Table of Contents

  • The Irish economy was hit by a severe crisis in 2008, after over a decade of strong growth that propelled Ireland to the fourth highest level of GDP per capita in the OECD. Initially growth was well founded on solid productivity increases. However, during a period of low-cost funding on international markets and low risk aversion globally, the expansion became increasingly reliant on a speculative housing bubble financed by lax bank lending standards and excessive credit expansion that collapsed in 2008 in the midst of the global economic and financial crisis. During the latter part of the boom, the acceleration of wages eroded international cost-competitiveness and the banking system became over-extended and, once the bubble burst, would have been insolvent without state support. Capital injections to help resolve the crisis have resulted in a sharply higher public debt. In the aftermath, households have been hit by wage cuts, job losses, tax increases and falling house prices, though living standards and perceptions of well-being remain high by international standards.

  • From 1994 to 2007 the Irish economy was a stellar performer. GDP growth averaged 7% per annum pushing Irish living standards to the fourth highest in the OECD. Growth was initially well-founded and genuine progress in the Celtic Tiger years has left Ireland with one of the most structurally sound economies in the OECD.

  • Ireland’s banking crisis, one of the most severe in the OECD area, and the associated economic recession have taken a heavy toll on public finances. Large public deficits have accumulated since 2008 and net public debt, which had been eliminated, has soared once again. The rapid deterioration of the fiscal accounts, together with the government guarantee of banks’ liabilities, has led to Ireland losing the confidence of the sovereign bond market and requiring financial assistance from the international community. With one of the highest levels of gross public debt relative to GDP in the OECD, high bond spreads and weak nominal GDP growth, returning to a healthy fiscal position poses a significant challenge. A sustained effort will be needed to eliminate the budget deficit, regain the confidence of financial markets and to seek to increase trend growth through appropriate structural reforms. The economic adjustment programme supported by the IMF and the EU foresees a gradual consolidation of the public finances to stabilise and reduce the debt to GDP ratio and restore fiscal sustainability. The programme builds on significant progress that has already been made to contain the deterioration of fiscal accounts and the government plans to introduce further fiscal adjustment in 2012 and later years in line with the programme. The programme also foresees a strengthening of the fiscal framework, with large institutional changes intended to secure a path of fiscal sustainability in the medium-term. The consolidation effort is also underpinned by efforts to increase public sector efficiency, which provides a growth-friendly avenue for reducing the deficit in a durable way.

  • Ireland is recovering from an extremely large banking crisis born of overexuberant property lending. The government has taken a wide range of measures to tackle the crisis over the past 3 years. Larger bad property loans have been transferred to a government controlled “bad bank”, NAMA, and the associated heavy losses fully recognised by the banks. NAMA needs to focus on maximising tax payer returns from disposing of this asset portfolio. The banking system was recapitalised in mid 2011 following stringent bank “stress tests”, which proved to be a crucial turning point in the crisis by helping to draw a line under losses. Restructuring of the domestic banking system around two core pillar banks is underway but the domestic banking system is still too large. Selling down the banks’ large portfolio of foreign assets will help to downsize the banks. It will assist in reducing reliance on eurosystem liquidity while minimising the squeeze on domestic credit. As confidence in the financial system is regained, the authorities should further restrict the government guarantee of bank liabilities. Revamped bank regulation and supervision should utilise a wider set of indicators and rules beyond standard capital ratios and pay greater attention to macro-financial linkages.

  • After a recession of historic proportions, an export-led recovery is gaining traction in Ireland. The pace of recovery, however, varies sharply across sectors. While export-oriented manufacturing and services, led by large multinationals, have reached record-high levels of output, inward-oriented sectors, where Irishowned SMEs predominate, are by and large still struggling to emerge from the crisis. Reflecting the weakness of this traditional sector, which is labour intensive, unemployment rates remain very high, particularly among young men with low or intermediate qualifications, often formerly employed in the construction sector. To tackle high and persistent unemployment and thus stave off social exclusion, Ireland needs to further pursue an integrated three-pillar strategy: welfare reform to ensure that work pays; better activation policies to assist labour reallocation across sectors; and a sustained restraint in wages and other business costs to restore international competitiveness. In particular, often building on recent policy initiatives or commitments, this chapter recommends reforms to further enhance product-market competition, improve innovation efforts and ameliorate the quality of education, which are key to economic prosperity.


Reproduce all of the material, keeping each line intact.
BEGIN DATA SHOWN
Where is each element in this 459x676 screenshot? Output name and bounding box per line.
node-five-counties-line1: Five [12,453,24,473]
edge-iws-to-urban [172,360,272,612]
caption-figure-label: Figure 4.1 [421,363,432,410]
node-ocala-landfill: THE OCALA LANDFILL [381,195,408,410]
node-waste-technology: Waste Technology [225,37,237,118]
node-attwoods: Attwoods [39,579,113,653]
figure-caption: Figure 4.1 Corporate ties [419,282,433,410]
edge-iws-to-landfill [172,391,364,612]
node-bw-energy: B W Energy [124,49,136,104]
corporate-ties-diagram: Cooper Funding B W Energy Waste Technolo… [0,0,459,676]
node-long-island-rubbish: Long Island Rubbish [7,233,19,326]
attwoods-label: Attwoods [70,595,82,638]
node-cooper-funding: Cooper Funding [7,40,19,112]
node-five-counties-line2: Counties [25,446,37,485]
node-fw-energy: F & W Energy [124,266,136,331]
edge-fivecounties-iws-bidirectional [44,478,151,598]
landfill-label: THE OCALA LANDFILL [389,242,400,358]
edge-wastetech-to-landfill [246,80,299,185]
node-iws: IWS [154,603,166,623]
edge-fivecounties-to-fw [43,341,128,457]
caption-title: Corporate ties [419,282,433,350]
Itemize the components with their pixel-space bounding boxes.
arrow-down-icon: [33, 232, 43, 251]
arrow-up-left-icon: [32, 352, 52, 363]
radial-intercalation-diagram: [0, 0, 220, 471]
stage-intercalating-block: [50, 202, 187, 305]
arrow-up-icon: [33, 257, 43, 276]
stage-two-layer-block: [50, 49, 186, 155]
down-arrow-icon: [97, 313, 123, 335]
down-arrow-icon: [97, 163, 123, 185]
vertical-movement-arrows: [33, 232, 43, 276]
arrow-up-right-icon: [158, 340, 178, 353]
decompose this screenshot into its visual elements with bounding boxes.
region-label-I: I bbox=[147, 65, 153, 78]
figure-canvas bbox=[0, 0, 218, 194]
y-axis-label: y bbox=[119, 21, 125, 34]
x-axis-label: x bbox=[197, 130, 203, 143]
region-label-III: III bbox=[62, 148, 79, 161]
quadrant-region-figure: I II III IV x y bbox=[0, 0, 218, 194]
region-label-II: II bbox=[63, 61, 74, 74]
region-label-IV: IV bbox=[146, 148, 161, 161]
END DATA SHOWN
* **OUTPUT FOR THIS EXERCISE**:
Where is each element in this 459x676 screenshot? Output name and bounding box per line.
node-five-counties-line1: Five [12,453,24,473]
edge-iws-to-urban [172,360,272,612]
caption-figure-label: Figure 4.1 [421,363,432,410]
node-ocala-landfill: THE OCALA LANDFILL [381,195,408,410]
node-waste-technology: Waste Technology [225,37,237,118]
node-attwoods: Attwoods [39,579,113,653]
figure-caption: Figure 4.1 Corporate ties [419,282,433,410]
edge-iws-to-landfill [172,391,364,612]
node-bw-energy: B W Energy [124,49,136,104]
corporate-ties-diagram: Cooper Funding B W Energy Waste Technolo… [0,0,459,676]
node-long-island-rubbish: Long Island Rubbish [7,233,19,326]
attwoods-label: Attwoods [70,595,82,638]
node-cooper-funding: Cooper Funding [7,40,19,112]
node-five-counties-line2: Counties [25,446,37,485]
node-fw-energy: F & W Energy [124,266,136,331]
edge-fivecounties-iws-bidirectional [44,478,151,598]
landfill-label: THE OCALA LANDFILL [389,242,400,358]
edge-wastetech-to-landfill [246,80,299,185]
node-iws: IWS [154,603,166,623]
edge-fivecounties-to-fw [43,341,128,457]
caption-title: Corporate ties [419,282,433,350]
Itemize the components with their pixel-space bounding boxes.
arrow-down-icon: [33, 232, 43, 251]
arrow-up-left-icon: [32, 352, 52, 363]
radial-intercalation-diagram: [0, 0, 220, 471]
stage-intercalating-block: [50, 202, 187, 305]
arrow-up-icon: [33, 257, 43, 276]
stage-two-layer-block: [50, 49, 186, 155]
down-arrow-icon: [97, 313, 123, 335]
down-arrow-icon: [97, 163, 123, 185]
vertical-movement-arrows: [33, 232, 43, 276]
arrow-up-right-icon: [158, 340, 178, 353]
decompose this screenshot into its visual elements with bounding boxes.
region-label-I: I bbox=[147, 65, 153, 78]
figure-canvas bbox=[0, 0, 218, 194]
y-axis-label: y bbox=[119, 21, 125, 34]
x-axis-label: x bbox=[197, 130, 203, 143]
region-label-III: III bbox=[62, 148, 79, 161]
quadrant-region-figure: I II III IV x y bbox=[0, 0, 218, 194]
region-label-II: II bbox=[63, 61, 74, 74]
region-label-IV: IV bbox=[146, 148, 161, 161]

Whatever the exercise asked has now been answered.